The Workhouse, Southwell, is quite sparsely furnished. Little remains of the original furniture and The National Trust in the restoration has chosen to evoke an atmosphere rather than try to reproduce exactly how it would have looked. But you can get an impression... The windows, though overlooking fields and the vegetable garden, have locks and the Governor would have chosen whether they were open or closed. With little heating apart from a few small coal fires, the building would no doubt have been freezing cold much of the time. The curious curved walls in the yard are the only latrines, four in total, one for each 'class' of resident - able-bodied men, able-bodied women, infirm men and infirm women. They are merely holes in the ground, draining to the outside where the 'night-soil collectors' could take away the waste.
Beds in cramped dormitories had straw mattresses and thin blankets, and a 'guzunder'! (Imagine the stench of unwashed bodies, urine.... and the bed bugs too!) TB was rife. Southwell's workhouse, however, took most of its water supply from rainwater collected from the roof into a huge underground storage tank, and being in a country area this was relatively pure, so records suggest that they did not suffer cholera outbreaks like many city workhouses.
The women did laundry, cleaning, hard scrubbing of the stone floors (rather poignantly, you can see dark shadows where the beds would have been and lighter areas that have been well-scrubbed for years) and cooking. Vegetables (potatoes) were prepared in the damp cellars, which often stood inches deep in water and were lit only by tallows. Men tended the garden, broke stones up for roads, picked old bones clean for fertiliser and unpicked tarry old rope (oakum). Some of the work was purposeful but much was not, simply there to occupy the inmates with hard work and to act as a deterrent.
The table shows the prescribed and cheap diet - enough to keep people alive but not enough that it made the workhouse an attractive option. Breakfast and supper were bread and gruel, a kind of thin porridge. Lunch (dinner) was broth (thin soup) and bread on three days, boiled meat and potatoes on three days and suet pudding on Saturday. Any misbehaviour (fighting, refusing to work, running away in the workhouse clothes) was punished, by having bread or potatoes instead of the usual meal. Repeated or serious offending was punished by solitary confinement in a dark windowless cell. Punishments were decided by the Board of Guardians who ran the workhouse, rather than by the Governor.
It all sounds horrendous by modern standards - but bear in mind that this was at the same time that Sir Titus Salt was building Saltaire, in order to get his workforce out of the disgusting, insanitary, unhealthy conditions in the crowded cities. So a clean, well-kept building in the countryside, with regular meals, might actually not have been so bad after all.
Oh my...
ReplyDeleteToday we dream about Jane Austen's or Brontë's times ,finding this very beautiful and romantic . But people from that time surely had an other point of view!
ReplyDeleteVery interesting. I'm reminded of some of the novels by Charles Dickens!
ReplyDeleteThat row of beds looks a lot like my Army barracks did back in the late '60s. I hated it.
ReplyDeleteIt does have a nice view from that window. Nice photos.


# To do:
Each line below must be reproduced exactly, though the pictures are to be dropped.

#####

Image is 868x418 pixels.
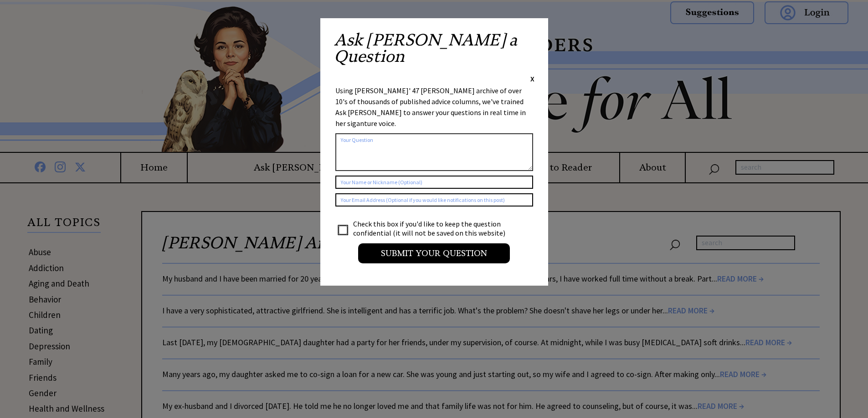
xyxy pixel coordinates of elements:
[336,193,532,207] input: Your Email Address (Optional if you would like notifications on this post)
[334,32,534,73] h2: Ask [PERSON_NAME] a Question
[530,74,534,84] span: X
[358,243,510,263] input: Submit your Question
[352,219,514,238] td: Check this box if you'd like to keep the question confidential (it will not be saved on this webs...
[336,176,532,189] input: Your Name or Nickname (Optional)
[336,85,532,129] div: Using [PERSON_NAME]' 47 [PERSON_NAME] archive of over 10's of thousands of published advice colum...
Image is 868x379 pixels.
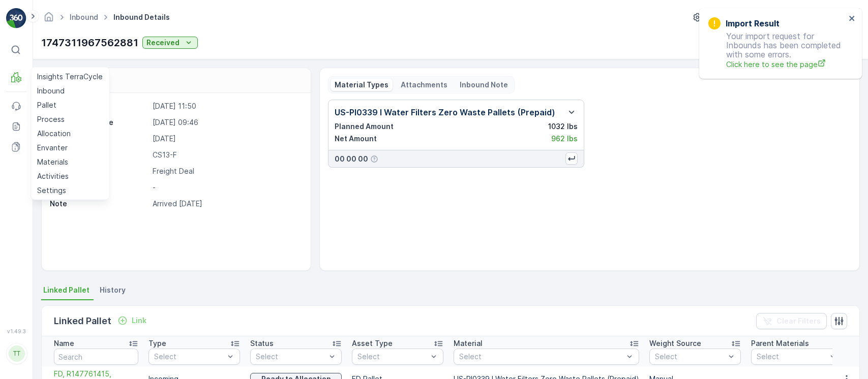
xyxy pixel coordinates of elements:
[152,117,301,128] p: [DATE] 09:46
[41,35,138,50] p: 1747311967562881
[143,36,198,49] button: Received
[370,155,379,163] div: Help Tooltip Icon
[725,17,779,29] h3: Import Result
[9,345,25,361] div: TT
[152,166,301,176] p: Freight Deal
[649,338,701,348] p: Weight Source
[50,198,148,209] p: Note
[708,32,845,70] p: Your import request for Inbounds has been completed with some errors.
[6,8,27,28] img: logo
[152,101,301,112] p: [DATE] 11:50
[401,80,447,89] p: Attachments
[459,80,508,89] p: Inbound Note
[152,198,301,209] p: Arrived [DATE]
[113,314,151,327] button: Link
[334,154,368,164] p: 00 00 00
[548,121,577,131] p: 1032 lbs
[70,12,98,21] a: Inbound
[146,37,179,48] p: Received
[54,348,138,365] input: Search
[154,352,224,361] p: Select
[334,80,388,89] p: Material Types
[112,12,172,22] span: Inbound Details
[99,285,126,295] span: History
[357,352,427,361] p: Select
[751,338,809,348] p: Parent Materials
[755,313,826,329] button: Clear Filters
[250,338,273,348] p: Status
[334,121,394,131] p: Planned Amount
[551,134,577,143] p: 962 lbs
[6,328,27,334] span: v 1.49.3
[43,285,90,295] span: Linked Pallet
[776,316,820,326] p: Clear Filters
[43,15,54,24] a: Homepage
[6,336,27,371] button: TT
[54,338,74,348] p: Name
[352,338,393,348] p: Asset Type
[148,338,166,348] p: Type
[255,352,325,361] p: Select
[726,59,845,70] a: Click here to see the page
[334,134,377,143] p: Net Amount
[334,106,555,119] p: US-PI0339 I Water Filters Zero Waste Pallets (Prepaid)
[654,352,725,361] p: Select
[54,313,112,328] p: Linked Pallet
[131,315,146,325] p: Link
[756,352,826,361] p: Select
[459,352,623,361] p: Select
[152,182,301,192] p: -
[152,150,301,160] p: CS13-F
[848,14,856,24] button: close
[152,134,301,143] p: [DATE]
[453,338,482,348] p: Material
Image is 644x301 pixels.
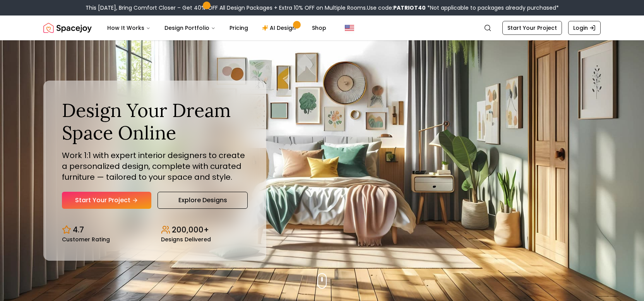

#####

# Answer box:
Image is 868x418 pixels.
xyxy pixel coordinates of elements:
[336,193,532,207] input: Your Email Address (Optional if you would like notifications on this post)
[334,32,534,73] h2: Ask [PERSON_NAME] a Question
[530,74,534,84] span: X
[358,243,510,263] input: Submit your Question
[352,219,514,238] td: Check this box if you'd like to keep the question confidential (it will not be saved on this webs...
[336,176,532,189] input: Your Name or Nickname (Optional)
[336,85,532,129] div: Using [PERSON_NAME]' 47 [PERSON_NAME] archive of over 10's of thousands of published advice colum...
Image is 868x379 pixels.
xyxy pixel coordinates of elements:
[152,117,301,128] p: [DATE] 09:46
[41,35,138,50] p: 1747311967562881
[143,36,198,49] button: Received
[370,155,379,163] div: Help Tooltip Icon
[725,17,779,29] h3: Import Result
[9,345,25,361] div: TT
[152,166,301,176] p: Freight Deal
[649,338,701,348] p: Weight Source
[50,198,148,209] p: Note
[708,32,845,70] p: Your import request for Inbounds has been completed with some errors.
[6,8,27,28] img: logo
[152,101,301,112] p: [DATE] 11:50
[401,80,447,89] p: Attachments
[459,80,508,89] p: Inbound Note
[152,198,301,209] p: Arrived [DATE]
[113,314,151,327] button: Link
[334,154,368,164] p: 00 00 00
[548,121,577,131] p: 1032 lbs
[70,12,98,21] a: Inbound
[146,37,179,48] p: Received
[54,348,138,365] input: Search
[154,352,224,361] p: Select
[334,80,388,89] p: Material Types
[112,12,172,22] span: Inbound Details
[99,285,126,295] span: History
[357,352,427,361] p: Select
[751,338,809,348] p: Parent Materials
[755,313,826,329] button: Clear Filters
[250,338,273,348] p: Status
[334,121,394,131] p: Planned Amount
[551,134,577,143] p: 962 lbs
[6,328,27,334] span: v 1.49.3
[43,285,90,295] span: Linked Pallet
[776,316,820,326] p: Clear Filters
[43,15,54,24] a: Homepage
[6,336,27,371] button: TT
[54,338,74,348] p: Name
[352,338,393,348] p: Asset Type
[148,338,166,348] p: Type
[255,352,325,361] p: Select
[726,59,845,70] a: Click here to see the page
[334,134,377,143] p: Net Amount
[334,106,555,119] p: US-PI0339 I Water Filters Zero Waste Pallets (Prepaid)
[654,352,725,361] p: Select
[54,313,112,328] p: Linked Pallet
[131,315,146,325] p: Link
[756,352,826,361] p: Select
[459,352,623,361] p: Select
[152,182,301,192] p: -
[152,150,301,160] p: CS13-F
[848,14,856,24] button: close
[152,134,301,143] p: [DATE]
[453,338,482,348] p: Material
Image is 644x301 pixels.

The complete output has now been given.